ID:1321849
 
I've found that when my game becomes a little bit bogged down the first thing to go is Mouse Procs (even though everything else works without any delay), is there a way to stop this..?

The cause of the lag is some AI, for which the background setting is active. Also, the lag is actually pretty negligible (you can still move and do other commands, the only thing that becomes unresponsive is mouse procs, as if their priority is just not existent).

I've even tested it by switching the functionality of mouse procs on and off with a verb (normally MouseDown() would fire; I have a toggle that instead just makes it print out "You've fired" and it even visibly lags while printing it out, that is it'll print out "You've" and then with about a 2 second delay it'll finally print "fired" whereas all other parts of the game go on without delay.

I understand that this is a performance issue (probably caused by crappy inefficient AI; that's only temporary though) however, the world.cpu doesn't even reach that high.. it gets to like 15, and even the actual dreamseeker.exe entry in the Task Manager shows that it's only using like 15% CPU, the game itself doesn't visibly lag, just mouse procs. Is there any way I can jack up their priority?
There are a few feature requests for this, even bug report somewhere. This is indeed annoying.
Make sure to test by running your game with Daemon and logging in with a separate seeker instance. This is because currently when you test a game using Run in Dream Maker, the server and the client are on the same thread.
Is this happening in networked games or only when running the client-server (dreamseeker.exe) version? Because the client-server is single-threaded, it tends to get bogged down and won't be as efficient as running the two programs on separate threads. We are working on multithreading support for a future version though.
It's not just the client/server combination, if I recall correctly. When the client itself becomes bogged down, keyboard input takes priority over mouse input, it seems. While that seems like something the programmer should be dealing with by not overloading the client, the Rich Text control is awful enough by itself to slow the client down with just a wordy conversation.
If you can get us a demo of this and file a bug, that would help. I haven't seen the client itself bog down, but have plenty of examples of the client-server. I'm looking at multithreading that right now but it's proving to be a pain in the ass as expected with 15-year old code.
I actually can't duplicate it and send it now... I've... reduced the lag on my end.
As far as what I was saying, I may be able to write something up, as far as the slowing down the client with the Rich Text output goes. As far as unresponsiveness with the mouse in that situation, I've never been able to reliably reproduce it. But I mean, this was over two years ago. I'll give it a go on Monday when I'm off of work.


> TASK GOAL
Filter out every line below that lacks "icon", and copy the rest.

> SOURCE INFORMATION
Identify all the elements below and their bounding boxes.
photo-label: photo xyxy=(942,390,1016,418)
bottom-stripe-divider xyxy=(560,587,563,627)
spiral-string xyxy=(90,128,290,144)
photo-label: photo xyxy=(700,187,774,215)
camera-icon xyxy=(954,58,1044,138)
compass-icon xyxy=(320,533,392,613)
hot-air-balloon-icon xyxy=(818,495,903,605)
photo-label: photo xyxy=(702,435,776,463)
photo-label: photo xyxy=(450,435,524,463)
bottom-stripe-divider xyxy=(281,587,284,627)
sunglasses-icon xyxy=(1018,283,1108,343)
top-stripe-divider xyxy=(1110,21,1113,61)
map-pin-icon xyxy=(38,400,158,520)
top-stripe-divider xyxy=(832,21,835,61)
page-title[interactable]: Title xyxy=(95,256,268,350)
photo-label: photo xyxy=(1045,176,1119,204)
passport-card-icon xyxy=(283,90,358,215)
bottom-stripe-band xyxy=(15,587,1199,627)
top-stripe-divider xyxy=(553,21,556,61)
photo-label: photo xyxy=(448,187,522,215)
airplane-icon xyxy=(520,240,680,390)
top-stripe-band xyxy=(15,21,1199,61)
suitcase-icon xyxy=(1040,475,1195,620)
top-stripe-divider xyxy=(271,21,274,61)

> ANSWER FOR THIS EXERCISE
camera-icon xyxy=(954,58,1044,138)
compass-icon xyxy=(320,533,392,613)
hot-air-balloon-icon xyxy=(818,495,903,605)
sunglasses-icon xyxy=(1018,283,1108,343)
map-pin-icon xyxy=(38,400,158,520)
passport-card-icon xyxy=(283,90,358,215)
airplane-icon xyxy=(520,240,680,390)
suitcase-icon xyxy=(1040,475,1195,620)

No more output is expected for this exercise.